Chapter 11

Cook hurried outside, followed by Reynolds – the two men with the same goal, to make sure the thunder wasn’t anything worse than a summer storm.

In the canyon formed by the surrounding tenements, Cook could only see a thin sliver of sky.

Reynolds hurried away, disappearing into a narrow alley.

Cook followed, and found himself in an open space – a churchyard, and an adjoining park. More sky.

Thick cloud gathered on the eastern horizon. The source of the storm. But this cloud was unlike any Cook had seen before. It was rising quickly, like steam from a kettle left too long to boil. Flashes of light lit the cloud from inside.

Cook smelt the air. There was an acrid smell, oddly familiar.

‘Coffee,’ Reynolds said. ‘They’re hitting the royal docks. There was a shipment in from Brazil last night.’

Now he’d said it, the smell was unmistakable. And the sound. Not thunder. Bombs. As many bombs as Cook had ever heard. Took him back to the Somme. But that was impossible. It would take hundreds of bombers. Thousands. It would take the entire Luftwaffe.

‘Any military targets over there?’ Cook asked.

‘Woolwich Arsenal,’ Reynolds said. ‘But that’s miles past the royals. Even the krauts wouldn’t miss by that much.’

The thunder was louder, and Cook saw glints of light in the sky, like a shoal of silvery fish in a dark pool.

‘Your idea to bring up the boy?’ Reynolds asked Cook.

Cook didn’t respond.

Reynolds winked. ‘Welcome to the island,’ he said, then slipped into the darkness of another alley.

Cook watched the sky. Hard not to. Hypnotic, in its own way. Thousands of bombers, coming from the east.

Churchill had called the city a giant sow, tethered and vulnerable. Impossible to defend. No amount of fighters or anti-aircraft guns could make a mark. The bomber will always get through, was the mantra of the newspaper headline and the military strategist alike.

The only response had been to prepare the defences. Gas masks. Sandbags. Public shelters. Tape on every window.

As Cook stood in the churchyard and watched the sky turn red, suddenly the defences seemed all too thin.

Were they ever intended to protect the population of the biggest city in the world? Or were they just to keep the people quiet? Keep them going about their work without complaint, while the great and the good built deep shelters for themselves, and laid out escape plans.

The bombers were above Cook now, and he had to crane his neck, looking directly up into the late-afternoon sky.

And all the time, the sirens wailed, and the searchlights panned.

So this is it, Cook thought. The end of the world.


▸ **Exercise brief**
Extract from the entries below, exactly as given, only the lines from the line containing "You are a GUI" to the line containing "Image resolution: width=901", both lines included.

▸ **Input for this task**

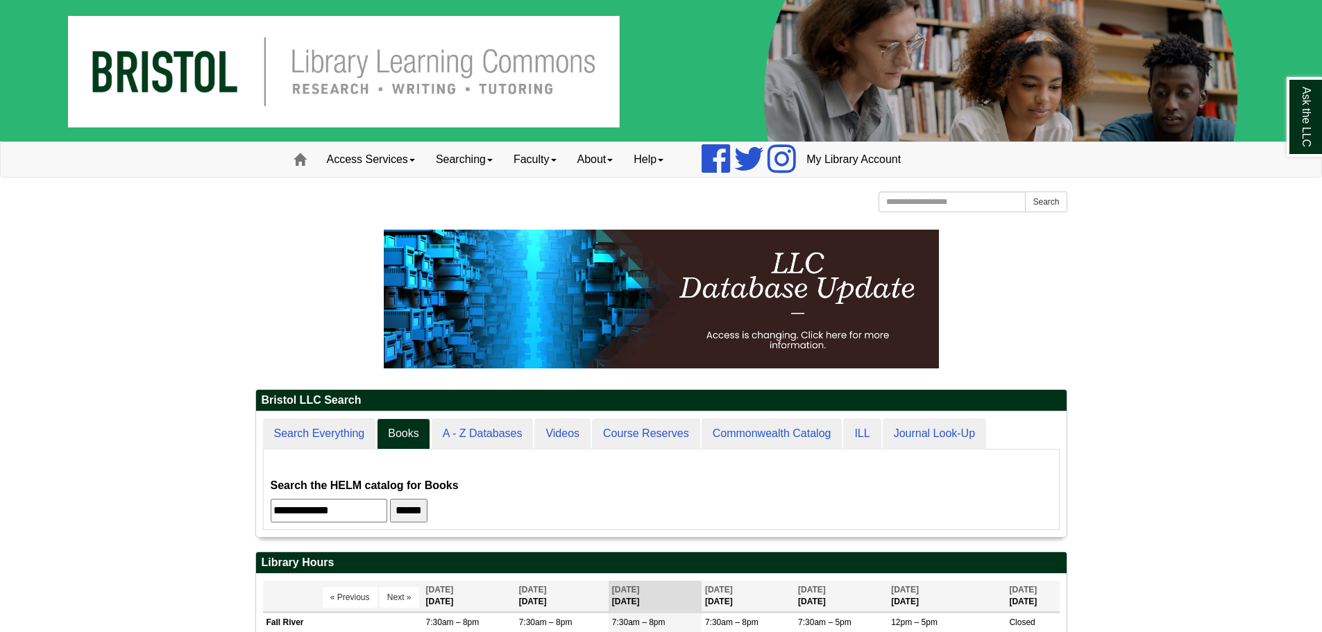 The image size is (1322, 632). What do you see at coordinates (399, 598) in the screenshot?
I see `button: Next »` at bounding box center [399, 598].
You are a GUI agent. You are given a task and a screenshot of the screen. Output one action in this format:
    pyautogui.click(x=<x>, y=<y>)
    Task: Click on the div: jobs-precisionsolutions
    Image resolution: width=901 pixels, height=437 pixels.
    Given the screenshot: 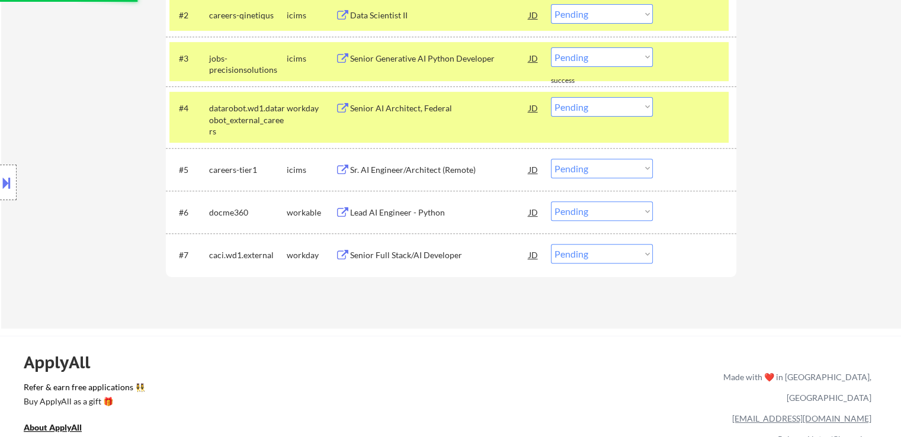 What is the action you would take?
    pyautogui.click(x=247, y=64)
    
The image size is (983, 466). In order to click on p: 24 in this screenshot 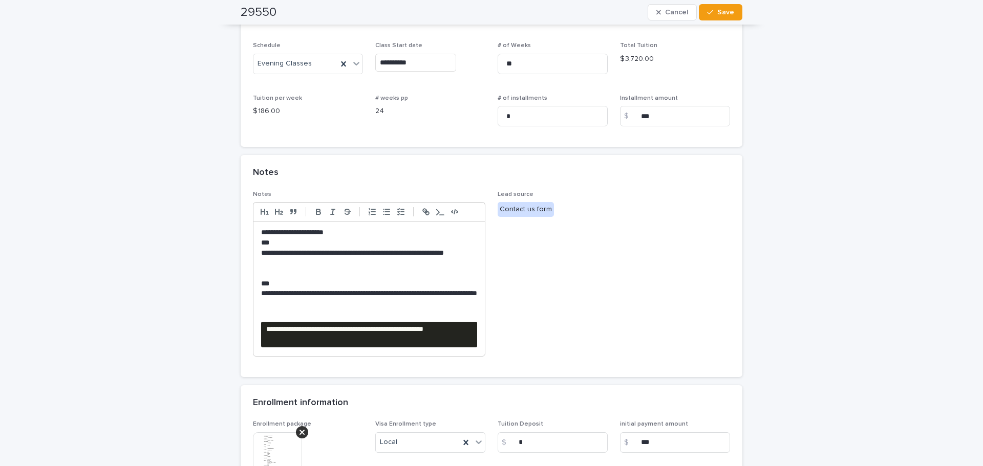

▸ **Answer box**
You are a GUI agent. You are given a task and a screenshot of the screen. Output one action in this format:
    pyautogui.click(x=<x>, y=<y>)
    Task: Click on the div: jobs-precisionsolutions
    Image resolution: width=901 pixels, height=437 pixels.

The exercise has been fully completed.